Thursday, December 15, 2011

How to Grow Up

I find the science of human development fascinating because we all have our own experience growing up, and understandably have our own ideas about how that happens. What the science of human development does is it shines a light on all the illusions about who we are that we may have convinced ourselves of along the way. It either validates our experience or broadens that highly personal and anecdotal series of fading memories toward a frame of reference beyond ourselves and reflected by humanity.

What it teaches us is not just that we are so unique in how we specifically came to be the person we are from the person we were a relatively short time ago, but also that our experience of that maturation was not all that unique. We are constantly reinventing our own history. With the science of human development, we have to confront the fact that our successes may not have been as special or tied to own abilities as our ego may direct us to think at times, but to circumstances beyond ourselves instead. At the same time, we also have to confront the fact that our circumstance was not always solely responsible for our personal failings, but to our own doings.

The science of human development forces us to concede that there is more to humanity than ourselves, and that we are not merely products of our environment or products of nature's indifference, but that we are products of both to varying degrees that we may not even realize. No other science is as innately personal, perhaps with the exclusion of modern health, and likewise, in no other science does nearly everyone alive consider themselves an expert.

For this reason, adults (parents) are often inaccurate when making assumptions about the behaviors and interests of children living today (often interpreting the worst), for they compare the real actions of their children today with the invention they created around their own childhood, and they understandably don't like what they see. What they don't remember is that children themselves have never changed, just the various hang-ups of the society around them. Human developmental science works to remind us of what changes and what doesn't, so we don't go drugging our children out of existence so as to pair their experience with the perfect or imperfect childhood invention of our memories.

It could be said that we are not truly grown up until we recognize the fact of our existence is a constant maturation, a constant imperceptible development, rather than being confined strictly to the condensation of time behind us. The notion that we are all on a flat-line towards death in the present could be considered implicit immaturity. Maturity, in contrast comes not with age or experience, but with the understanding of the transient nature of our mental state in a constant flux of development.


### Requirement
Gather up every line from the entries below that uses the word "Search".

Items from an interface collection
========
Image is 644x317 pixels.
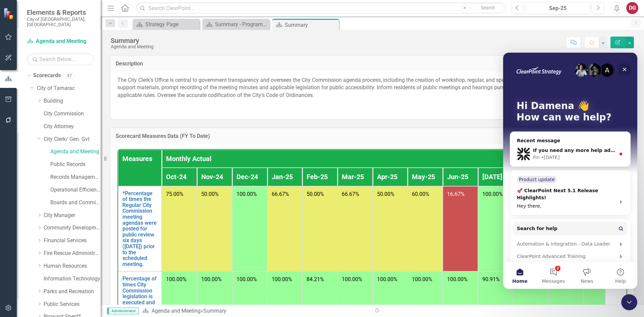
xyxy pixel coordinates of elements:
[203,308,227,314] div: Summary
[448,191,465,197] span: 16.67%
[34,210,68,236] button: Messages
[14,123,54,131] div: Product update
[236,276,257,282] span: 100.00%
[27,37,94,45] a: Agenda and Meeting
[43,224,100,232] a: Community Development
[412,191,429,197] span: 60.00%
[504,53,638,289] iframe: Intercom live chat
[43,288,100,296] a: Parks and Recreation
[342,191,359,197] span: 66.67%
[136,3,506,14] input: Search ClearPoint...
[33,72,61,80] a: Scorecards
[528,4,588,12] div: Sep-25
[621,294,638,311] iframe: Intercom live chat
[216,20,267,29] div: Summary - Program Description (1300)
[342,276,363,282] span: 100.00%
[481,5,495,10] span: Search
[526,2,590,14] button: Sep-25
[204,20,267,29] a: Summary - Program Description (1300)
[43,301,100,308] a: Public Services
[50,186,100,194] a: Operational Efficiency
[27,16,94,28] small: City of [GEOGRAPHIC_DATA], [GEOGRAPHIC_DATA]
[111,37,154,44] div: Summary
[166,191,184,197] span: 75.00%
[10,185,125,197] div: Automation & Integration - Data Loader
[285,21,338,29] div: Summary
[116,133,629,139] h3: Scorecard Measures Data (FY To Date)
[272,191,289,197] span: 66.67%
[14,134,108,149] div: 🚀 ClearPoint Next 5.1 Release Highlights!
[43,212,100,220] a: City Manager
[50,173,100,181] a: Records Management Program
[50,161,100,169] a: Public Records
[142,307,368,315] div: »
[38,101,57,108] div: • [DATE]
[27,9,94,16] span: Elements & Reports
[202,191,219,197] span: 50.00%
[118,76,628,101] p: The City Clerk’s Office is central to government transparency and oversees the City Commission ag...
[10,169,125,183] button: Search for help
[151,308,201,314] a: Agenda and Meeting
[306,276,325,282] span: 84.21%
[9,226,24,231] span: Home
[471,3,505,13] button: Search
[483,276,500,282] span: 90.91%
[134,20,198,29] a: Strategy Page
[236,191,257,197] span: 100.00%
[145,20,198,29] div: Strategy Page
[30,101,36,108] div: Fin
[14,200,113,208] div: ClearPoint Advanced Training
[14,172,55,179] span: Search for help
[50,199,100,207] a: Boards and Committees
[39,226,62,231] span: Messages
[118,84,613,99] span: ting minutes and applicable legislation for public accessibility. Inform residents of public meet...
[43,97,100,105] a: Building
[37,85,100,93] a: City of Tamarac
[483,191,503,197] span: 100.00%
[377,276,397,282] span: 100.00%
[50,148,100,156] a: Agenda and Meeting
[448,276,468,282] span: 100.00%
[113,226,123,231] span: Help
[166,276,187,282] span: 100.00%
[30,95,605,100] span: If you need any more help adjusting your score measures data table or have other questions, I’m h...
[10,197,125,210] div: ClearPoint Advanced Training
[43,110,100,118] a: City Commission
[3,8,15,19] img: ClearPoint Strategy
[43,237,100,245] a: Financial Services
[116,61,629,67] h3: Description
[43,123,100,131] a: City Attorney
[43,249,100,257] a: Fire Rescue Administration
[306,191,325,197] span: 50.00%
[14,188,113,195] div: Automation & Integration - Data Loader
[68,210,100,236] button: News
[64,73,74,79] div: 97
[115,10,127,23] div: Close
[412,276,433,282] span: 100.00%
[43,262,100,270] a: Human Resources
[107,308,139,314] span: Administrator
[78,226,90,231] span: News
[27,54,94,65] input: Search Below...
[43,136,100,144] a: City Clerk/ Gen. Gvt
[627,2,639,14] button: DG
[7,118,127,163] div: Product update🚀 ClearPoint Next 5.1 Release Highlights!Hey there,
[202,276,222,282] span: 100.00%
[123,191,158,268] a: *Percentage of times the Regular City Commission meeting agendas were posted for public review si...
[14,150,108,157] div: Hey there,
[118,186,162,272] td: Double-Click to Edit Right Click for Context Menu
[377,191,395,197] span: 50.00%
[111,44,154,49] div: Agenda and Meeting
[100,210,134,236] button: Help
========
### Response below
[136,3,506,14] input: Search ClearPoint...
[481,5,495,10] span: Search
[10,169,125,183] button: Search for help
[471,3,505,13] button: Search
[14,172,55,179] span: Search for help
[27,54,94,65] input: Search Below...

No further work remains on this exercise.